We appear on the verge of an extraordinary betrayal of the Bahamian people, made even more heart-wrenching because it is at the hands of our very own, not those of slave masters and colonial rulers.
It is a betrayal of various core principles of the Second Emancipation of majority rule, of a certain promise of independence, and a betrayal of the poor and the middle class.
Instead of a national or public lottery benefitting significantly more Bahamians, the incumbent government seems hell-bent on regularizing/legalizing a privately-owned lottery system in which the majority of the profits accrue to already wealthy numbers barons, with the government receiving some funds from taxing the private lottery.
Regularizing a private lottery will be one of the greatest legalized mass transfers of wealth from the poor and middle class to the wealthy in an independent Bahamas.
Imagine if the Old Guard had concocted a scheme pre-1967 to establish a private lottery in which the overwhelming bulk of the proceeds went to certain benefactors and fat cats at the expense of poorer and middle class Bahamians.
One can imagine the progressives in the PLP of that day pressing hard for a national lottery in order to benefit the mass of Bahamians.
Sadly, the New Guard in the PLP are now acting like the Old Guard. The poor and middle class are secondary at best. Clearly the PLP oligarchy is more committed to serving their own greedy economic interests at the expense of the Bahamian people.
If the PLP proceeds with its private lottery scheme, history will record that this betrayal of the common good by private greed was led by Perry Gladstone Christie and the New Guard oligarchs.
The betrayal is breathtaking given our history and the great needs of our still developing country 40 years after independence. We will have come full circle with the PLP becoming the face of the very thing it fought against in the struggle for majority rule. The very party which preached social justice seems set to turn its back on the poor, handing wealthy numbers barons millions more.

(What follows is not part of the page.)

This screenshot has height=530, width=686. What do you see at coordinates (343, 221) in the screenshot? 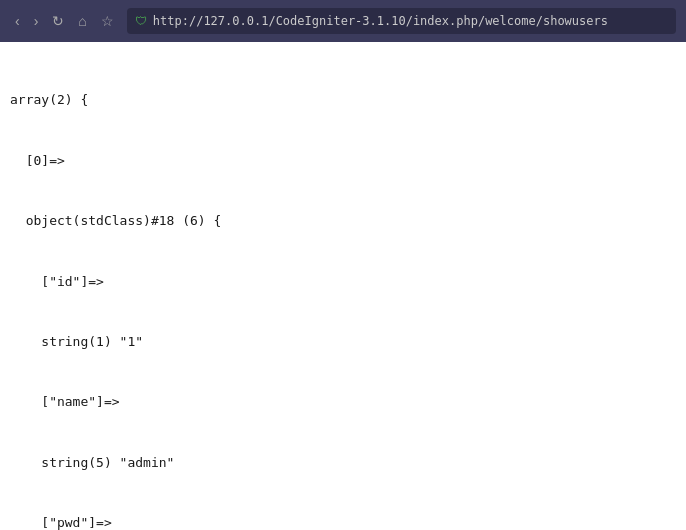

A private lottery is good old right wing economics which might find favour in the US Republican Party, not something one might expect of a party which bills itself as progressive and liberal.
To understand the moment is to appreciate our Bahamian journey and narrative as well as to be seized by the possibilities of a national lottery for national development.
Enduring slavery and colonial rule the mass of Bahamians enjoyed scant political and economic freedom. Still, the descendants of slaves struggled for both, creating civic, economic, religious and eventually political organizations as a means of empowerment and expression.
The struggle for economic survival and advancement was hard and fraught for the majority of black Bahamians. With little access to financial capital they leveraged the capital they possessed such as ingenuity, hard work and communal ties.
Early on, this involved institutions like the asue or sou-sou, an informal savings arrangement derived from an African-based system of cooperation.
The story of the flowering of black entrepreneurship, especially Over-the-Hill, is still to be written in greater detail. These stories of risk-taking and ingenuity contradict the lie by some that black Bahamians were not possessed of various entrepreneurial gifts.
Since majority rule and independence there has been a flourishing of the middle class, especially of black Bahamians. In 40 years of independence the country has made great strides in terms of economic empowerment for scores of Bahamians.
Still, there remains much to be done to empower more Bahamians economically including greater access to capital for entrepreneurs to help stimulate domestic and home-grown investment. A national lottery would be a source of significant capital to help stimulate domestic development.
Today, many in the middle class are struggling with the proverbial Bahamian Dream especially after the Great Recession of 2008 and the resulting new normal of an economic landscape marked by slower growth and significant challenges in the tourism sector.
EMPOWERMENT
Amidst these economic challenges the wealth derived from the numbers business in the form of a national lottery can be utilized to broaden economic development and empowerment.
Unlike other economic enterprises, those who run the numbers houses produce nothing of economic value in terms of the numbers business itself.
Instead of allowing these barons to hoard our money for themselves, we should have our money collected into a public lottery with the bulk of the proceeds being returned to the Bahamian people.
Money pours out of poorer neighborhoods and many Family Island communities into the bank accounts of a relative few, with next to nothing returning to these communities, often leaving them even more impoverished.
These communities do not need Christmas parties and giveaways. They need concentrated economic and social investments partly derived from a national lottery in which money is reinvested in these communities.
The idea of allowing Bahamians a few shares in the numbers business was meant to sweeten the pot and drum up support for the Yes Vote in the gaming referendum/opinion poll.
Instead of a few shares, a few tokens to the masses, the Bahamian people should be the majority shareholders and owners of a legalized lottery system, a sort of modern asue that can be used to advance national development, more of which next week.
In days of old, slave masters, colonialists and the Old Guard hoarded wealth and rigged the economy to benefit their private interests at the expense of the public good.
How shameful that a New Guard which came into being to fight such entrenched greed at the expense of the mass of Bahamians now seems set to turn its back on the majority of Bahamians in thrall to a wealthy minority interest, making a mockery of much of the struggle for majority rule.
Bahamians do not need scraps from the numbers banquet table. The table and the full meal belong to the people, not to a selfish oligarchy and its benefactors.